The alternative, he continues, to paying out-of-pocket is to have an insurance policy that covers those services. But over the years, through a combination of difficulty in pricing premiums, low interest rates reducing investment returns on premiums paid and inadequate reserves, insurance companies have pulled back on offering stand-alone long-term care insurance policies.
Earlier this year, because of the losses incurred by its long-term policies, Genworth – the same company that conducted the cost of care survey – halted all sales of life insurance and annuities.

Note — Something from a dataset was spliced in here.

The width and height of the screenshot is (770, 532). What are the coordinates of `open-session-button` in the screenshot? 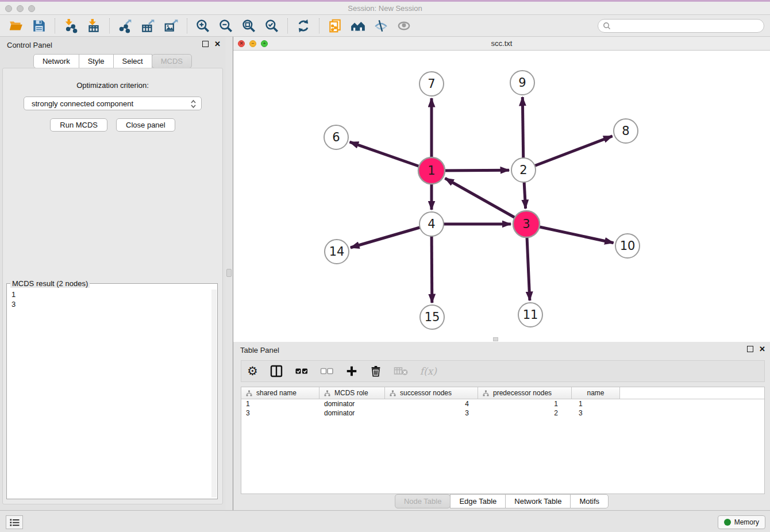 It's located at (16, 26).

“Even though companies are exiting, they’re still honoring the contracts they have. They’re just not taking on new risk,” Morris says. “Or the new risk will fall on to linked long-term care products, where they’re riders on annuities or life insurance.”

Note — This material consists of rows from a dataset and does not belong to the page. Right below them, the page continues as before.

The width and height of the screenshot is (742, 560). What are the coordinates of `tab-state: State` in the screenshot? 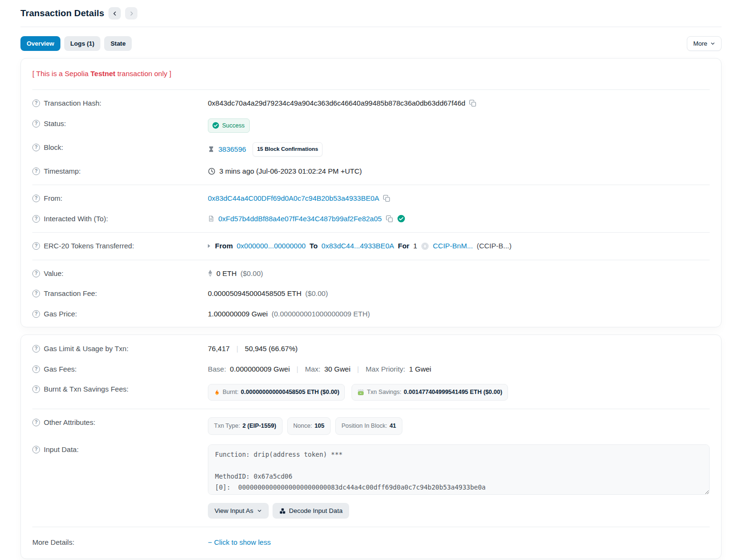 It's located at (118, 44).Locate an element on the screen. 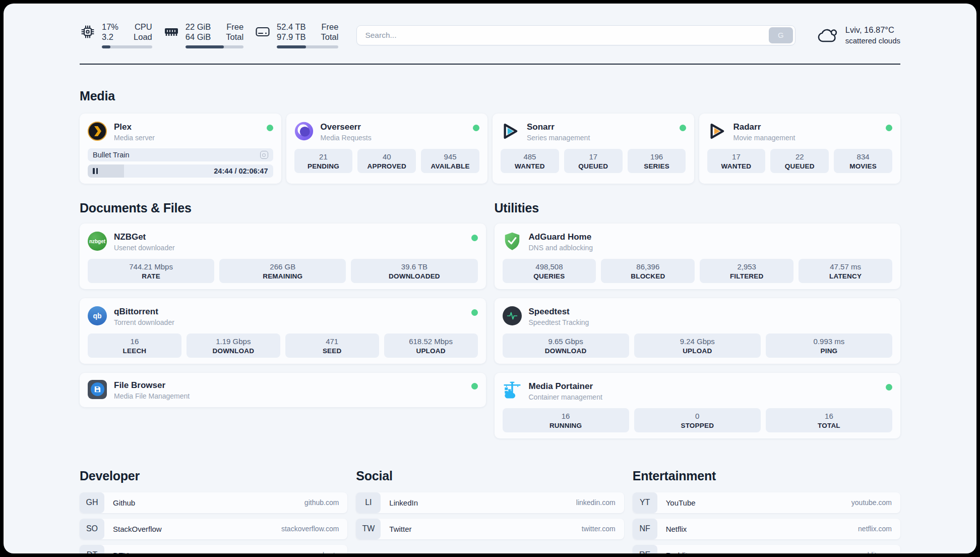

These hybrid policies, Booms observes, are setting a new trend. Rather than purchase only a long-term care policy, clients are tying the coverage to other policies and investments.

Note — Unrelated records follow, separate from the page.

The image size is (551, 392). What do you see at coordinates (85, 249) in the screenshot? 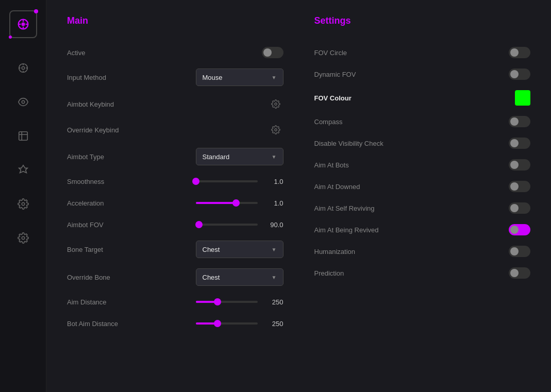
I see `bone-target-label: Bone Target` at bounding box center [85, 249].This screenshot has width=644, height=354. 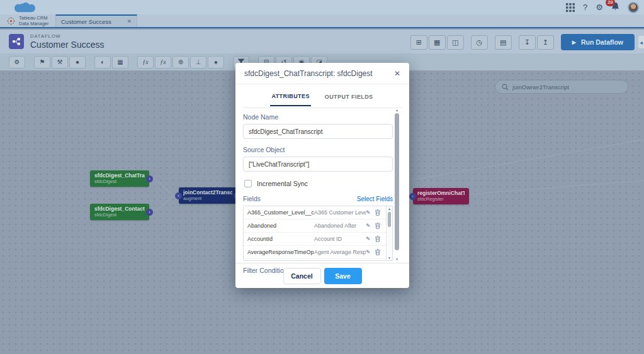 I want to click on node-type: sfdcRegister, so click(x=441, y=199).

A common step is to link it to a life insurance policy, he notes. If you end up in long-term care, you can pay for it by withdrawing from the policy at the cost of reducing the payout to your family when you die.
Another strategy is using investment profits to pay for health care.
“You’re buying it not for the rate of return, but for the secure investment with the benefit and it can have a doubling or tripling effect on your money,” he says. “If a client [early on] puts in $100,000, then at age 70 that can turn into $300,000 that can be used for long-term care needs.”
Both Morris and Booms note that long-term care insurance is always on the list of discussion points with their clients, but they also say that it can be a hard sell. Morris says such coverage isn’t sold; it’s bought.
“A lot of people just nod,” he says. “The people who have gone through it all want [the insurance]. They’ve had a parent or a spouse or friends go through [long-term care]. It’s had an impact on their life and they want to look into it.”
But beyond that, the target demographic for long-term care insurance is by no means narrow. Policies are available at nearly every price point, Booms states, altering only the monthly allowance.
“Some people are concerned who have $100,000 and some people are concerned who have $2 million,” he says. “It all depends on what they want their money to do for them. Do they want to protect it? Do they have children or grandchildren they want to leave it to? Or do they not have a need to pass on as an inheritance?”
The insurance can benefit just about everyone, Morris adds. The first of two exceptions he can think of, he says, are those who can’t afford the premiums. Don’t buy it if it puts you over the edge, he advises. The others are the ultra-wealthy who can afford to pay the costs out-of-pocket.
“There’s a crying need for this,” he continues. “If you have a pensions or Social Security and have saved up some in CDs or IRAs, you’re right in the sweet spot.”
When it comes to selling the insurance, both agree, age is often the barrier hardest to overcome. Those old enough to need the coverage for long-term care can be denied it. Those young and healthy to get reasonably priced premiums rarely think about paying a few thousand dollars per year for insurance they won’t use for two or three decades, if then.
“The ideal time to buy it is when you don’t need it,” Morris says. “The need is high, but it’s difficult to get. … The industry will figure it out and it’ll land on these [hybrid policies].”